In Lebanon, for instance, there were 41 suicide-terrorist attacks from 1982 to 1986, and after the U.S. withdrew its forces, France withdrew its forces, and then Israel withdrew to just that six-mile buffer zone of Lebanon, they virtually ceased. They didn't completely stop, but there was no campaign of suicide terrorism. Once Israel withdrew from the vast bulk of Lebanese territory, the suicide terrorists did not follow Israel to Tel Aviv.
This is also the pattern of the second Intifada with the Palestinians. As Israel is at least promising to withdraw from Palestinian-controlled territory (in addition to some other factors), there has been a decline of that ferocious suicide-terrorist campaign. This is just more evidence that withdrawal of military forces really does diminish the ability of the terrorist leaders to recruit more suicide terrorists.

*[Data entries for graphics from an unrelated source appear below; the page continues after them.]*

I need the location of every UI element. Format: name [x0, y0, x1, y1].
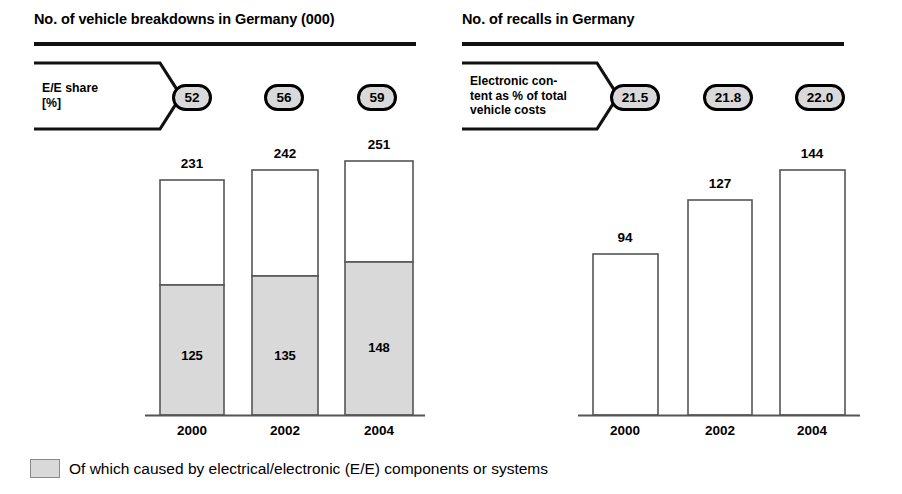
bar-total-2002-left: 242	[274, 146, 297, 161]
bar-total-2004-left: 251	[368, 137, 391, 152]
chart-figure: No. of vehicle breakdowns in Germany (00…	[0, 0, 902, 494]
x-label-2002-left: 2002	[270, 423, 300, 438]
bar-total-2004-right: 144	[801, 146, 824, 161]
panel-vehicle-breakdowns: No. of vehicle breakdowns in Germany (00…	[0, 0, 450, 440]
x-label-2002-right: 2002	[705, 423, 735, 438]
bar-total-2000-right: 94	[617, 230, 632, 245]
bar-segment-2000-left: 125	[181, 348, 203, 363]
bar-segment-2004-left: 148	[368, 340, 390, 355]
plot-area-left: 231 242 251 125 135 148 2000 2002 2004	[0, 0, 450, 440]
legend-swatch-ee-caused	[30, 459, 60, 478]
x-label-2000-left: 2000	[177, 423, 207, 438]
x-label-2004-right: 2004	[797, 423, 827, 438]
legend: Of which caused by electrical/electronic…	[30, 459, 548, 478]
x-label-2000-right: 2000	[610, 423, 640, 438]
bar-total-2002-right: 127	[709, 176, 732, 191]
bar-total-2000-left: 231	[181, 156, 204, 171]
legend-label-ee-caused: Of which caused by electrical/electronic…	[69, 460, 548, 478]
x-label-2004-left: 2004	[364, 423, 394, 438]
bar-segment-2002-left: 135	[274, 348, 296, 363]
plot-area-right: 94 127 144 2000 2002 2004	[450, 0, 902, 440]
panel-recalls: No. of recalls in Germany Electronic con…	[450, 0, 902, 440]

That doesn?t mean that the existing suicide terrorists will not want to keep going. I am not saying that Osama bin Laden would turn over a new leaf and suddenly vote for George Bush. There will be a tiny number of people who are still committed to the cause, but the real issue is not whether Osama bin Laden exists. It is whether anybody listens to him. That is what needs to come to an end for Americans to be safe from suicide terrorism.
Terrorism is a tactic, and as such is suited to certain circumstances. It's high time that the US start taking it seriously as a political strategy, which means taking measures to quell it rather than adding fuel to its fire.